Postgres over TLS with postgres and r2d2_postgres

“Dance like nobody’s watching. Encrypt like everybody is.”

In this post we’ll go over how to get the postgres crate and r2d2_postgres working with openssl for connection pooling with TLS.

Source code is available.

Goal

Modern web applications are built with resiliency and fault tolerance in mind. For our example, we’ll be examining parts of a web application backed by a Postgres database.

When services launch, their database won’t always be available. This scenario shouldn’t cause the service to crash. Instead, it should wait until its backing data store is accessible, then continue.

Ping

The first step is to gather the details needed to start the service. This is usually configuration and credentials from environment variables in 12 Factor App fashion. After that, the service will ping the database until it’s available.

// Usual web app startup things here: read config from environment variables,
// do any one-time startup work, etc...
let conn_string = "";
println!("Conn string: {}", conn_string);
let dbssl = "require"; // pretend we got this from environment variables

// First: ping the database until it accepts a connection:
loop {
    // We do connection building and other work inside the loop because we can't
    // .clone() ping_db_ssl_mode:
    let mut connbuilder = SslConnectorBuilder::new(SslMethod::tls()).unwrap();

    // https://www.postgresql.org/docs/current/static/libpq-ssl.html describes the modes
    match dbssl.to_lowercase().as_ref() {
        "require" | "prefer" | "allow" => connbuilder.set_verify(postgres::tls::openssl::openssl::ssl::SSL_VERIFY_NONE),
        _ => (), // by default we verify certs: it's like either verify-ca or verify-full, TBD
    }

    let negotiator = postgres::tls::openssl::OpenSsl::from(connbuilder.build());
    let ping_db_ssl_mode = match dbssl.to_lowercase().as_ref() {
        "require" | "verify-ca" | "verify-full" => postgres::TlsMode::Require(&negotiator),
        // `prefer` and `allow` fall into here and will not try TLS. 
        // Not totally correct: please use at least `require` for real use.
        _ => postgres::TlsMode::None, 
    };

    match Connection::connect(conn_string.as_ref(), ping_db_ssl_mode) {
        Ok(_) => {
            println!("connected to db");
            break;
        },
        Err(e) => {
            println!("Couldn't connect to DB, sleeping a second. Error: {}", e);
            use std::{thread, time};
            thread::sleep(time::Duration::from_millis(1000));
        }
    }
}

println!("Postgres TLS tester, connected!");
// After we exit the loop, the connection we made should drop and disconnect.

As the comments point out, we look at what the sslmode settings are to determine how picky we are about encryption and certificates. For more details, review the official Postgres docs on libpq-ssl.

Rephrased: if the connection specifies require, prefer or allow, we construct our SslConnectorBuilder to not verify the certificates the Postgres server returns. Later we use that if require, verify-ca or verify-full is specified. Otherwise we disable TLS when talking to the database.

Connection pool

After we’ve successfully pinged the database, it’s time to make our connection pool. Since making database connections are relatively expensive, we really want to keep a pool of them. The r2d2_postgres crate handles that for us, but we need to do a lot of the same work with configuring its TLS connections.

let mut builder = SslConnector::builder(::openssl::ssl::SslMethod::tls()).unwrap();
match dbssl.to_lowercase().as_ref() {
    "require" | "prefer" | "allow" => builder.set_verify(SslVerifyMode::empty()),
    _ => (), // by default we verify certs: it's like either verify-ca or verify-full, TBD
}

let negotiator = Box::new(::postgres::tls::openssl::OpenSsl::new().unwrap());
let db_ssl_mode = match dbssl.to_lowercase().as_ref() {
    "require" | "verify-ca" | "verify-full" => TlsMode::Require(negotiator),
    // `prefer` and `allow` fall into here and will not try TLS. 
    // Not totally correct: please use at least `require` for real use.
    _ => TlsMode::None, 
};

let manager = PostgresConnectionManager::new(conn_string.as_ref(), db_ssl_mode)
    .expect("Couldn't make postgres connection manager");
let pool = r2d2::Pool::new(manager).expect("Couldn't make pool from pg connection manager");

This is very similar, but has some tricky parts in it. Specifically, many openssl items are re-exported from the postgres crate and collide with ones from our openssl import but are not compatible. To get around that, we fully specify which structs and functions we want. We also Box our openssl connection to put it on the heap, since we’ll be passing the connection pool into our actix-web handlers.

In my web app, I take the pool variable and put it into the actix-web server’s application state for access in its handlers.

Recap

Secure connections to the database are important but can be a little tricky to figure out in Rust. In this example we’ve used the postgres crate to connect to the database, supporting encryption while allowing plaintext if needed, and showed how to do the same with r2d2_postgres.

Go forth with your secure connections!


• _Task details_: Only a number is wanted here: how many lines in the records below contain the string "arrowhead".

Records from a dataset

****************

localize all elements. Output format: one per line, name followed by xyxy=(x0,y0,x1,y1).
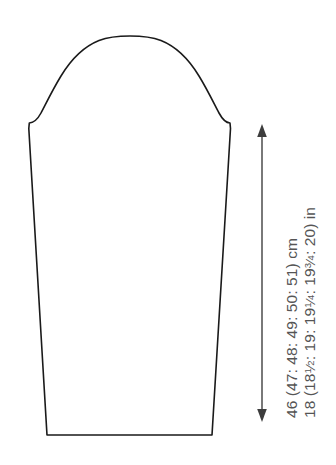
vertical-dimension-arrow xyxy=(257,124,267,422)
sleeve-schematic-diagram: 46 (47: 48: 49: 50: 51) cm 18 (181⁄2: 19… xyxy=(0,0,336,465)
sleeve-outline-shape xyxy=(29,36,231,435)
arrowhead-down-icon xyxy=(257,409,267,422)
schematic-canvas xyxy=(0,0,336,465)
arrowhead-up-icon xyxy=(257,124,267,137)
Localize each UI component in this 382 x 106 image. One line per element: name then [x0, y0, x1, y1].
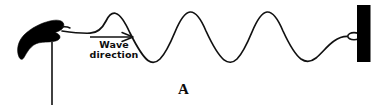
- wall-post: [357, 5, 371, 62]
- figure-drawing: [0, 0, 382, 106]
- figure-background: [0, 0, 382, 106]
- wave-direction-line2: direction: [88, 50, 140, 60]
- panel-letter: A: [178, 82, 189, 98]
- wave-direction-label: Wave direction: [88, 40, 140, 60]
- wave-on-rope-figure: Wave direction A: [0, 0, 382, 106]
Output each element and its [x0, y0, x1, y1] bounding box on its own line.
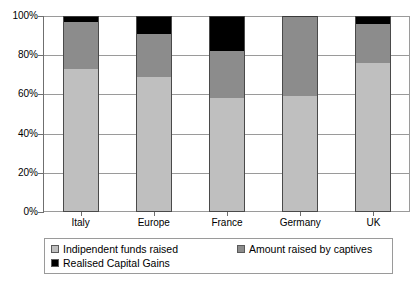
bar-segment[interactable] [355, 16, 391, 24]
bar-segment[interactable] [355, 63, 391, 212]
x-axis-tick [81, 212, 82, 216]
legend-item[interactable]: Indipendent funds raised [51, 243, 178, 255]
y-axis-tick [38, 173, 44, 174]
bar-segment[interactable] [63, 22, 99, 69]
x-axis-tick [154, 212, 155, 216]
bar-segment[interactable] [209, 98, 245, 212]
legend-item[interactable]: Amount raised by captives [237, 243, 372, 255]
x-axis-tick [300, 212, 301, 216]
bar-segment[interactable] [63, 69, 99, 212]
bar-segment[interactable] [282, 16, 318, 96]
legend-label: Amount raised by captives [249, 243, 372, 255]
bar-group[interactable] [355, 16, 391, 212]
chart-legend: Indipendent funds raisedAmount raised by… [44, 238, 393, 274]
bar-segment[interactable] [136, 77, 172, 212]
y-axis-tick-label: 40% [2, 129, 38, 139]
y-axis-tick-label: 80% [2, 50, 38, 60]
legend-swatch-icon [51, 245, 59, 253]
y-axis-tick [38, 134, 44, 135]
legend-label: Indipendent funds raised [63, 243, 178, 255]
y-axis-tick [38, 94, 44, 95]
y-axis-tick-label: 60% [2, 89, 38, 99]
x-axis-tick [373, 212, 374, 216]
bar-group[interactable] [282, 16, 318, 212]
legend-label: Realised Capital Gains [63, 257, 170, 269]
legend-swatch-icon [237, 245, 245, 253]
bar-segment[interactable] [63, 16, 99, 22]
x-axis-category-label: France [190, 217, 263, 229]
y-axis-tick [38, 55, 44, 56]
bar-segment[interactable] [209, 51, 245, 98]
x-axis-labels: ItalyEuropeFranceGermanyUK [44, 217, 410, 231]
y-axis-tick-label: 0% [2, 207, 38, 217]
plot-area [44, 16, 410, 212]
y-axis-tick [38, 212, 44, 213]
y-axis-tick-label: 100% [2, 11, 38, 21]
y-axis-labels: 100%80%60%40%20%0% [0, 16, 38, 212]
x-axis-category-label: Germany [264, 217, 337, 229]
bar-segment[interactable] [209, 16, 245, 51]
bar-segment[interactable] [282, 96, 318, 212]
legend-item[interactable]: Realised Capital Gains [51, 257, 170, 269]
bar-group[interactable] [209, 16, 245, 212]
bar-segment[interactable] [355, 24, 391, 63]
legend-swatch-icon [51, 259, 59, 267]
x-axis-category-label: Italy [44, 217, 117, 229]
y-axis-tick [38, 16, 44, 17]
x-axis-category-label: Europe [117, 217, 190, 229]
bar-group[interactable] [136, 16, 172, 212]
bar-segment[interactable] [136, 16, 172, 34]
x-axis-category-label: UK [337, 217, 410, 229]
y-axis-tick-label: 20% [2, 168, 38, 178]
bar-segment[interactable] [136, 34, 172, 77]
stacked-bar-chart: 100%80%60%40%20%0% ItalyEuropeFranceGerm… [0, 0, 417, 281]
x-axis-tick [227, 212, 228, 216]
bar-group[interactable] [63, 16, 99, 212]
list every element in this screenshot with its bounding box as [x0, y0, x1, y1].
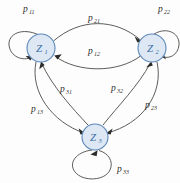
edge-label-p21: p 21 [87, 13, 100, 24]
edge-p21-path [54, 24, 141, 41]
node-z2-label: Z [147, 42, 154, 54]
edge-p23-path [107, 62, 158, 133]
node-z3-label: Z [90, 131, 97, 143]
node-z1[interactable]: Z 1 [27, 34, 55, 62]
edge-p23 [106, 62, 159, 135]
edge-label-p33-sub: 33 [122, 169, 129, 175]
edge-p21 [54, 24, 142, 43]
edge-p12-path [56, 56, 141, 69]
diagram-canvas: Z 1 Z 2 Z 3 p 11 p 22 p 33 p 21 [0, 0, 180, 183]
edge-label-p31-base: p [59, 84, 65, 94]
node-z2[interactable]: Z 2 [138, 34, 166, 62]
edge-p31-path [42, 63, 89, 125]
edge-label-p32-sub: 32 [116, 88, 123, 94]
edge-p13-path [35, 62, 84, 133]
edge-label-p22-base: p [157, 4, 163, 14]
edge-p33-arrowhead [90, 150, 97, 156]
markov-chain-diagram: Z 1 Z 2 Z 3 p 11 p 22 p 33 p 21 [0, 0, 180, 183]
edge-label-p22: p 22 [157, 4, 170, 15]
edge-label-p13-base: p [30, 104, 36, 114]
edge-p13 [35, 62, 85, 134]
edge-label-p11-sub: 11 [29, 9, 35, 15]
edge-label-p23-sub: 23 [151, 105, 157, 111]
node-z1-subscript: 1 [45, 48, 48, 55]
edge-label-p12-base: p [87, 46, 93, 56]
node-z3[interactable]: Z 3 [82, 124, 108, 150]
edge-label-p12: p 12 [87, 46, 100, 57]
edge-label-p12-sub: 12 [94, 51, 100, 57]
edge-label-p22-sub: 22 [164, 9, 170, 15]
edge-label-p31-sub: 31 [65, 89, 72, 95]
edge-p33-self-loop [72, 150, 111, 179]
edge-label-p32: p 32 [110, 83, 123, 94]
edge-label-p32-base: p [110, 83, 116, 93]
edge-label-p31: p 31 [59, 84, 72, 95]
edge-label-p11-base: p [22, 4, 28, 14]
edge-label-p11: p 11 [22, 4, 35, 15]
edge-label-p23-base: p [144, 100, 150, 110]
edge-label-p13-sub: 13 [37, 109, 43, 115]
edge-p32 [103, 62, 153, 125]
edge-label-p33: p 33 [116, 164, 129, 175]
edge-label-p21-base: p [87, 13, 93, 23]
edge-p32-path [103, 63, 151, 125]
node-z1-label: Z [36, 42, 43, 54]
edge-label-p21-sub: 21 [94, 18, 100, 24]
edge-label-p13: p 13 [30, 104, 43, 115]
edge-label-p33-base: p [116, 164, 122, 174]
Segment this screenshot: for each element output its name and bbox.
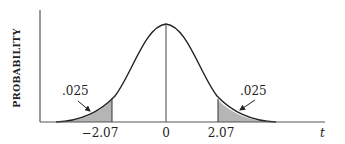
- x-tick-right: 2.07: [208, 126, 235, 140]
- right-annotation-arrow: [240, 100, 255, 110]
- right-tail-shaded-region: [218, 100, 272, 122]
- right-tail-annotation: .025: [240, 84, 267, 98]
- left-tail-annotation: .025: [62, 84, 89, 98]
- left-annotation-arrow: [78, 101, 90, 111]
- x-axis-variable: t: [320, 126, 325, 140]
- x-tick-center: 0: [162, 126, 170, 140]
- x-tick-left: −2.07: [82, 126, 119, 140]
- left-tail-shaded-region: [60, 100, 112, 122]
- y-axis-label: PROBABILITY: [11, 28, 22, 107]
- chart-canvas: [0, 0, 345, 144]
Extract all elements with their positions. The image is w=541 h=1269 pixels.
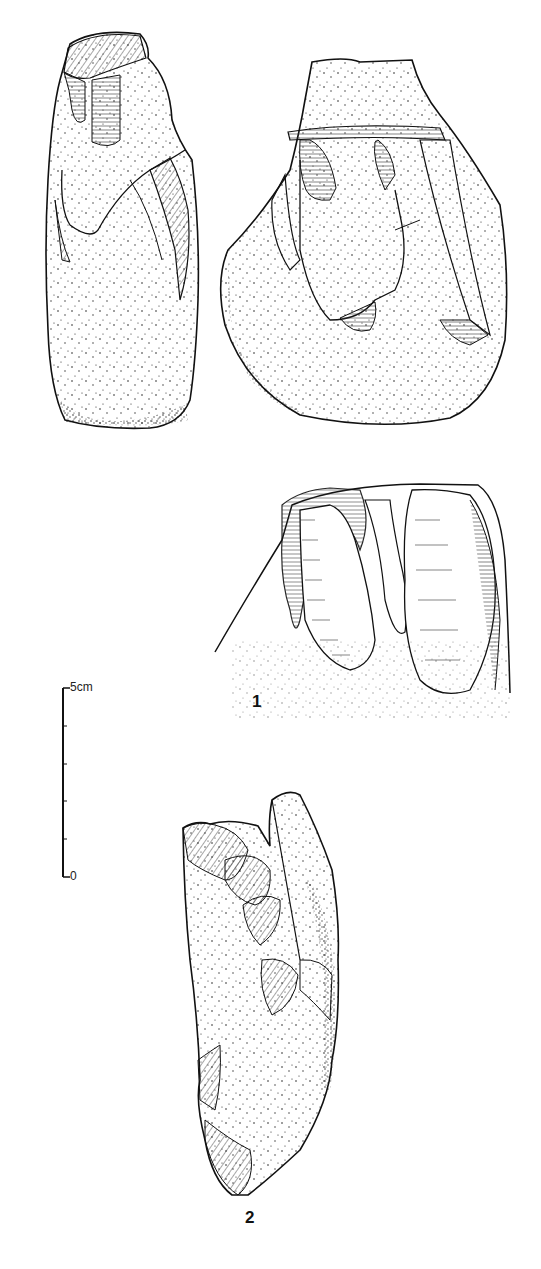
item-1-front-view: [221, 59, 507, 424]
scale-bar: [63, 688, 70, 877]
scale-bar-bottom-label: 0: [70, 869, 77, 883]
figure-caption: [0, 1259, 541, 1269]
item-1-detail-view: [215, 484, 510, 720]
figure-label-1: 1: [252, 692, 261, 712]
item-2-drawing: [183, 792, 338, 1195]
figure-label-2: 2: [245, 1208, 254, 1228]
item-1-side-view: [46, 32, 198, 428]
lithic-drawings: [0, 0, 541, 1269]
scale-bar-top-label: 5cm: [70, 680, 93, 694]
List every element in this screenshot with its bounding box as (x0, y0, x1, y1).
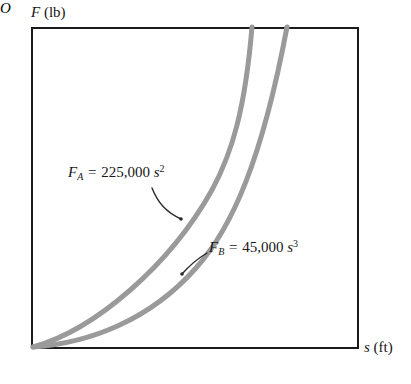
fb-coefficient: 45,000 (242, 239, 283, 255)
curve-label-fa: FA = 225,000 s2 (68, 165, 165, 180)
caption-fragment (14, 374, 194, 383)
leader-dot-fa (179, 217, 183, 221)
y-axis-symbol: F (31, 4, 40, 20)
leader-dot-fb (180, 272, 184, 276)
force-displacement-figure: F (lb) s (ft) O FA = 225,000 s2 FB = 45,… (0, 0, 411, 384)
y-axis-unit: (lb) (44, 4, 66, 20)
fb-symbol: F (209, 239, 218, 255)
leader-line-fa (152, 188, 181, 219)
fa-variable: s (154, 164, 160, 180)
x-axis-unit: (ft) (374, 339, 393, 355)
fa-symbol: F (68, 164, 77, 180)
fa-coefficient: 225,000 (101, 164, 150, 180)
curve-fa (33, 27, 252, 347)
fa-subscript: A (77, 171, 83, 182)
fb-exponent: 3 (293, 238, 298, 249)
x-axis-symbol: s (364, 339, 370, 355)
y-axis-label: F (lb) (31, 5, 66, 20)
fb-subscript: B (218, 246, 224, 257)
fa-exponent: 2 (160, 163, 165, 174)
fb-equals: = (228, 239, 238, 255)
plot-area (0, 0, 411, 384)
curve-label-fb: FB = 45,000 s3 (209, 240, 298, 255)
fa-equals: = (87, 164, 97, 180)
x-axis-label: s (ft) (364, 340, 393, 355)
plot-frame (32, 28, 358, 348)
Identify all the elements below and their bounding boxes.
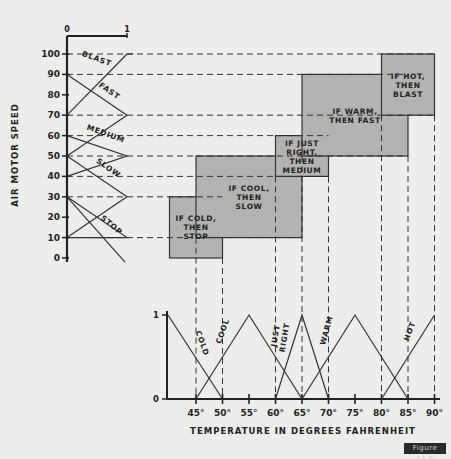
temp-tick-label: 75°	[346, 408, 363, 418]
speed-set-label: MEDIUM	[86, 123, 127, 145]
temp-set-label: COOL	[214, 317, 231, 345]
speed-tick-label: 50	[47, 151, 60, 161]
speed-set-label: STOP	[99, 213, 124, 236]
membership-label-1: 1	[124, 25, 130, 34]
rule-text: BLAST	[393, 90, 423, 99]
speed-tick-label: 10	[47, 233, 60, 243]
temp-tick-label: 45°	[187, 408, 204, 418]
temp-membership-label-1: 1	[153, 310, 159, 320]
temp-membership-label-0: 0	[153, 394, 159, 404]
fuzzy-rule-diagram: IF COLD,THENSTOPIF COOL,THENSLOWIF JUSTR…	[0, 0, 451, 459]
temp-tick-label: 85°	[399, 408, 416, 418]
rule-text: RIGHT,	[286, 148, 318, 157]
rule-text: THEN	[236, 193, 261, 202]
speed-set-label: FAST	[97, 80, 122, 101]
speed-tick-label: 40	[47, 171, 60, 181]
temp-tick-label: 60°	[267, 408, 284, 418]
speed-tick-label: 90	[47, 69, 60, 79]
rule-text: SLOW	[236, 202, 263, 211]
rule-text: THEN FAST	[329, 116, 381, 125]
temp-set-warm	[302, 315, 408, 399]
rule-text: IF JUST	[285, 139, 319, 148]
temp-set-cold	[168, 315, 223, 399]
temp-set-label: WARM	[318, 315, 335, 346]
speed-tick-label: 60	[47, 131, 60, 141]
fuzzy-logic-figure: IF COLD,THENSTOPIF COOL,THENSLOWIF JUSTR…	[0, 0, 451, 459]
temp-tick-label: 80°	[373, 408, 390, 418]
temp-tick-label: 55°	[240, 408, 257, 418]
rule-text: THEN	[395, 81, 420, 90]
speed-tick-label: 70	[47, 110, 60, 120]
speed-tick-label: 0	[54, 253, 60, 263]
membership-label-0: 0	[64, 25, 70, 34]
temp-tick-label: 90°	[426, 408, 443, 418]
rule-text: IF WARM,	[332, 107, 377, 116]
speed-set-label: BLAST	[81, 49, 113, 68]
temp-tick-label: 65°	[293, 408, 310, 418]
speed-axis-title: AIR MOTOR SPEED	[10, 103, 20, 206]
speed-tick-label: 100	[41, 49, 60, 59]
temp-axis-title: TEMPERATURE IN DEGREES FAHRENHEIT	[190, 426, 416, 436]
rule-text: IF HOT,	[391, 72, 425, 81]
rule-text: IF COOL,	[228, 184, 269, 193]
rule-text: THEN	[183, 223, 208, 232]
temp-set-label: HOT	[402, 320, 417, 342]
rule-text: IF COLD,	[175, 214, 216, 223]
figure-label: Figure 11.6	[404, 443, 446, 454]
temp-tick-label: 50°	[214, 408, 231, 418]
speed-tick-label: 20	[47, 212, 60, 222]
speed-tick-label: 80	[47, 90, 60, 100]
temp-tick-label: 70°	[320, 408, 337, 418]
speed-tick-label: 30	[47, 192, 60, 202]
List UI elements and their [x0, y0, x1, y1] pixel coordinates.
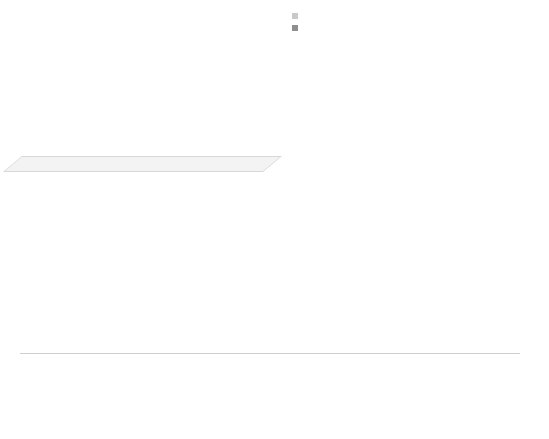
chart-legend	[292, 13, 304, 37]
chart-top-plot-area	[24, 26, 286, 158]
chart-bottom-plot-area	[20, 188, 518, 353]
chart-bottom-baseline	[20, 353, 520, 354]
chart-top-floor	[3, 156, 282, 172]
chart-top-countries	[0, 18, 290, 173]
legend-swatch-min-icon	[292, 13, 298, 19]
legend-swatch-max-icon	[292, 25, 298, 31]
legend-item-min	[292, 13, 304, 19]
chart-bottom-countries	[0, 188, 549, 439]
legend-item-max	[292, 25, 304, 31]
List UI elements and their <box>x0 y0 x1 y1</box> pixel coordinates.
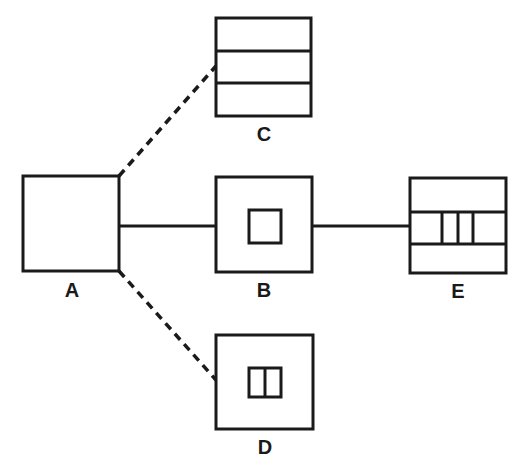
node-b-box <box>216 177 312 272</box>
node-a-label: A <box>65 279 79 301</box>
diagram-canvas: A B C D E <box>0 0 529 468</box>
node-c-box <box>216 18 311 116</box>
node-e <box>410 178 506 273</box>
node-b-inner-square <box>249 210 281 243</box>
node-c <box>216 18 311 116</box>
node-c-label: C <box>257 123 271 145</box>
node-d <box>216 335 313 429</box>
node-b-label: B <box>257 279 271 301</box>
edge-a-c-dashed <box>119 66 216 176</box>
node-a-box <box>23 176 119 271</box>
node-e-label: E <box>451 280 464 302</box>
node-b <box>216 177 312 272</box>
node-d-label: D <box>258 436 272 458</box>
edge-a-d-dashed <box>119 271 216 380</box>
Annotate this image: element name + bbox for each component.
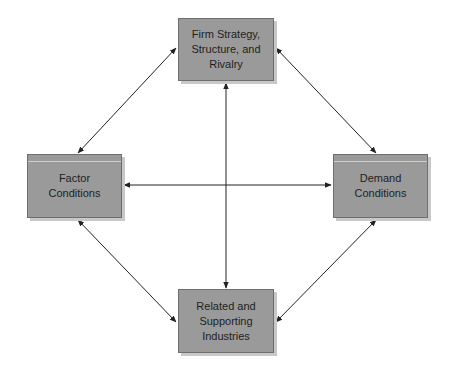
node-firm-strategy: Firm Strategy, Structure, and Rivalry bbox=[178, 18, 274, 81]
node-demand-conditions: Demand Conditions bbox=[333, 154, 428, 218]
node-label: Demand Conditions bbox=[355, 171, 407, 201]
arrow-top-left bbox=[78, 48, 176, 153]
arrow-top-right bbox=[276, 48, 376, 153]
node-factor-conditions: Factor Conditions bbox=[27, 154, 122, 218]
arrow-left-bottom bbox=[78, 220, 176, 322]
porter-diamond-diagram: Firm Strategy, Structure, and Rivalry Fa… bbox=[0, 0, 453, 372]
node-label: Factor Conditions bbox=[49, 171, 101, 201]
node-label: Related and Supporting Industries bbox=[196, 299, 255, 344]
arrow-right-bottom bbox=[276, 220, 376, 322]
node-label: Firm Strategy, Structure, and Rivalry bbox=[191, 27, 260, 72]
node-related-supporting-industries: Related and Supporting Industries bbox=[178, 289, 274, 353]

****************

• _Written reply_: 3